**Record extracts**
*** Block opens ***
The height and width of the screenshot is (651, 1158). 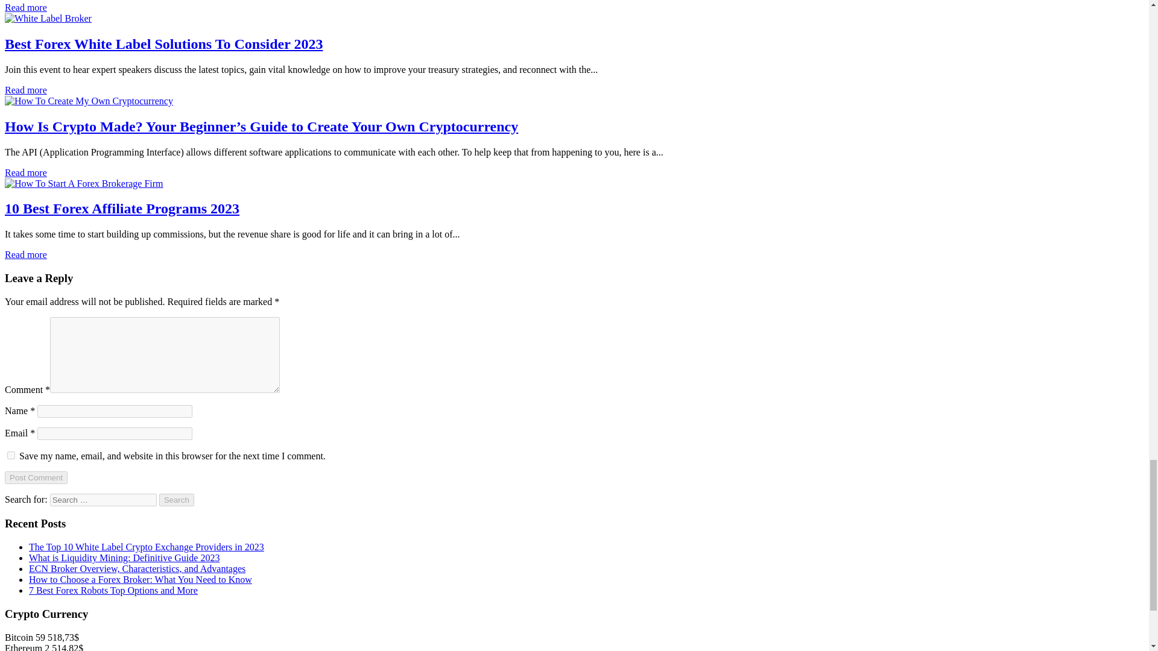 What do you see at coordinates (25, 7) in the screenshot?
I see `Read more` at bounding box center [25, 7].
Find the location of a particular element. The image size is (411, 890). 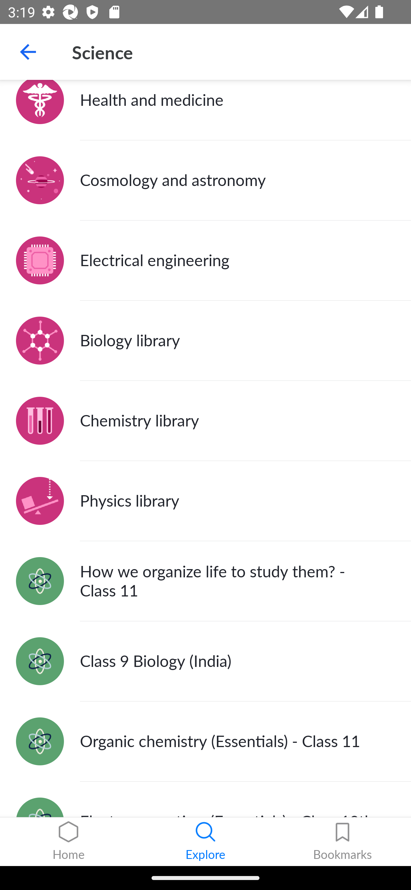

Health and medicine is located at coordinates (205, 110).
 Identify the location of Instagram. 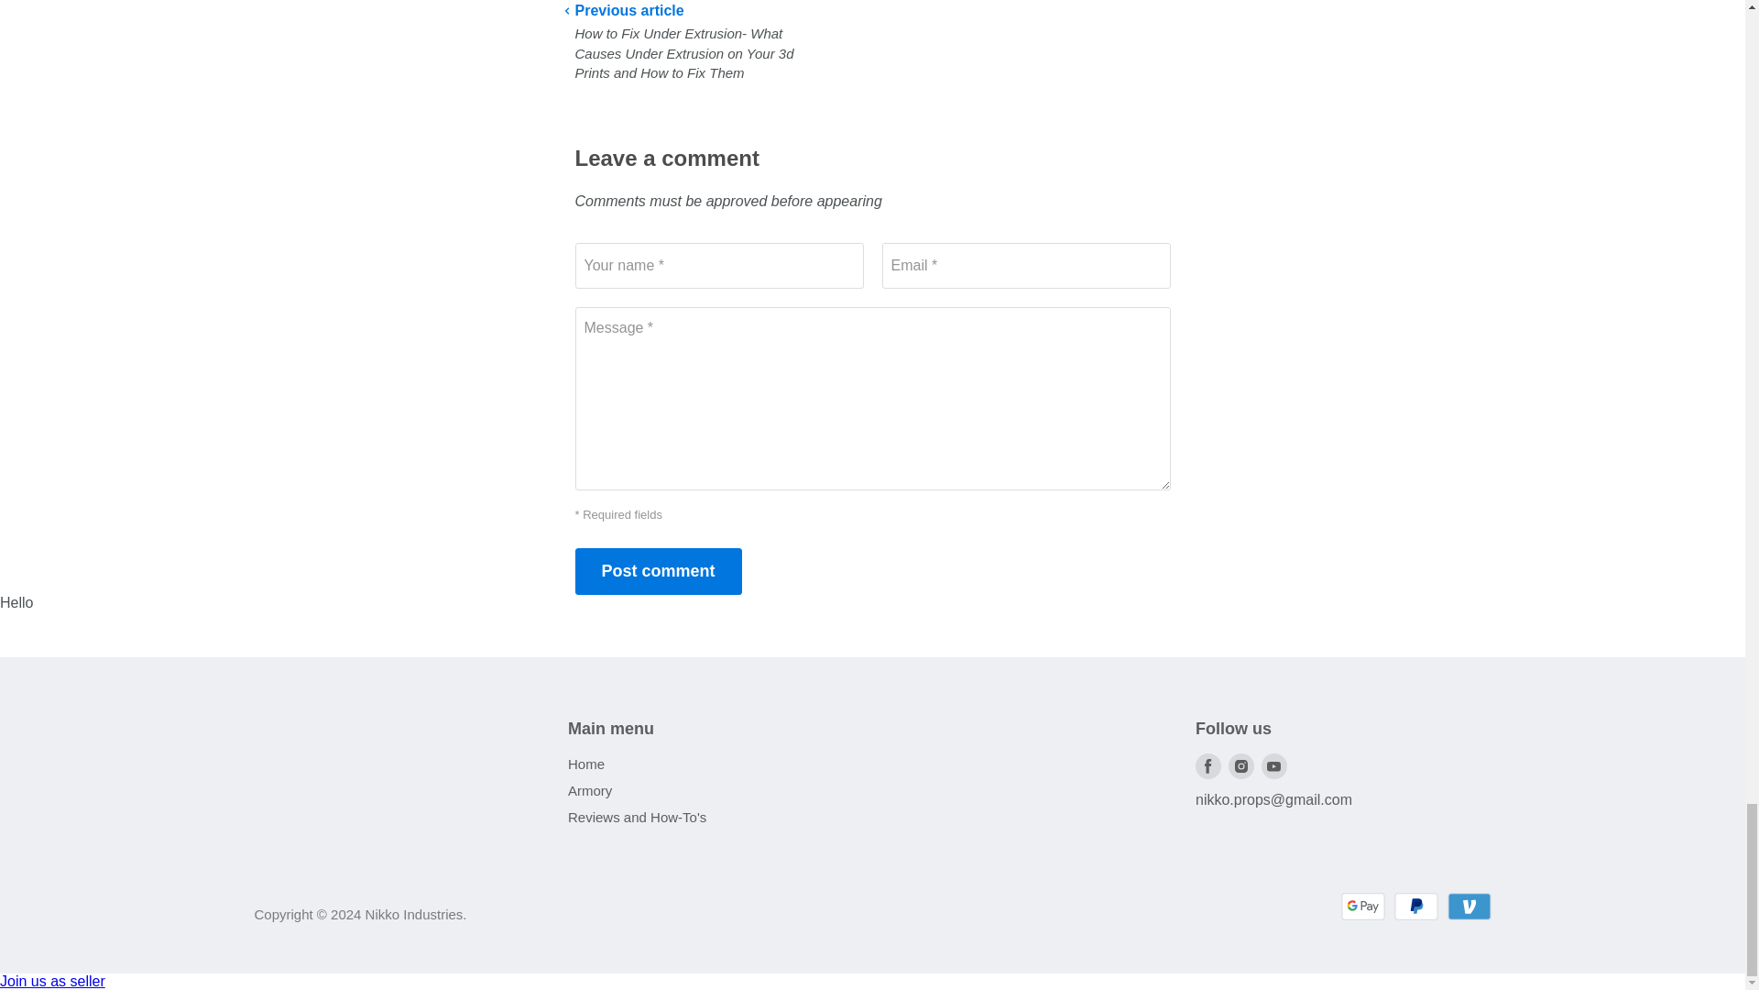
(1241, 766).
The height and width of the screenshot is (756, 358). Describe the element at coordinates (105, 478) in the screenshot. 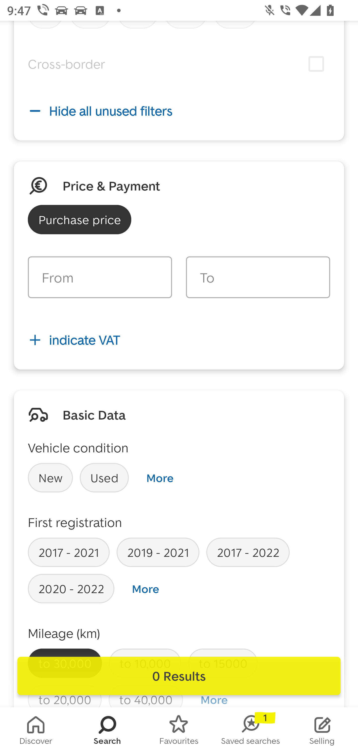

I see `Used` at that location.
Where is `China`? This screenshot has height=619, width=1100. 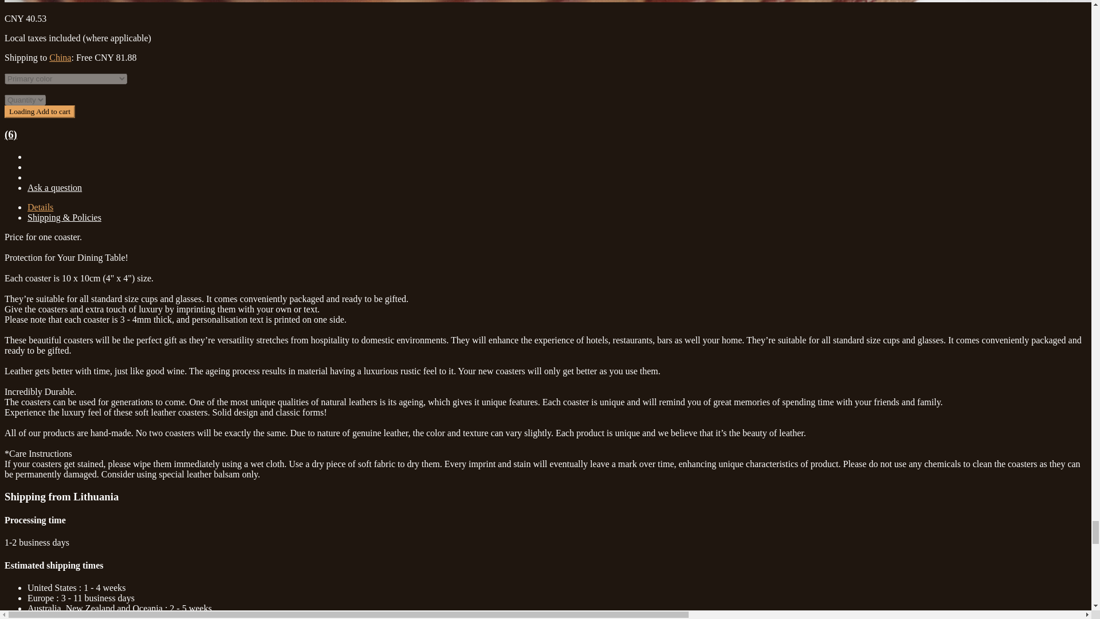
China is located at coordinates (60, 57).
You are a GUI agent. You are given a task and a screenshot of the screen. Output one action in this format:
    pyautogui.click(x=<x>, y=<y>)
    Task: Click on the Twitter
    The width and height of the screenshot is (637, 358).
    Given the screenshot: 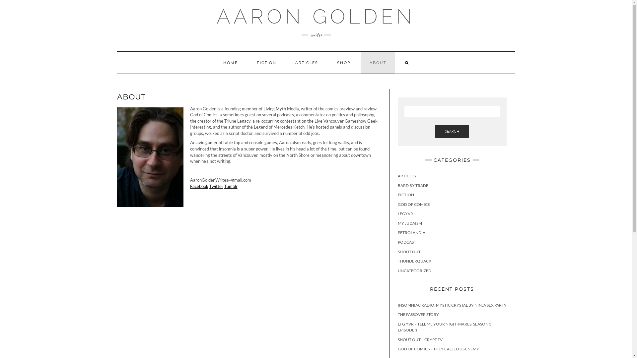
*** Block closes ***
*** Block opens ***
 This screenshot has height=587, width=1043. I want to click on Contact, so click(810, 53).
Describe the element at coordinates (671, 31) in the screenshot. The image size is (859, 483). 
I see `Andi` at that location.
*** Block closes ***
**Description of the task**
Repeat only the stretch of data above that runs from the line with "The height and width of the screenshot is (756, 358)." to the line with "You are a GUI". Keep both end lines; exclude pictures.

**Solution to this problem**
The height and width of the screenshot is (756, 358). Describe the element at coordinates (105, 478) in the screenshot. 

I see `Used` at that location.
Where is `China`? This screenshot has height=619, width=1100. 
China is located at coordinates (60, 57).
You are a GUI agent. You are given a task and a screenshot of the screen. Output one action in this format:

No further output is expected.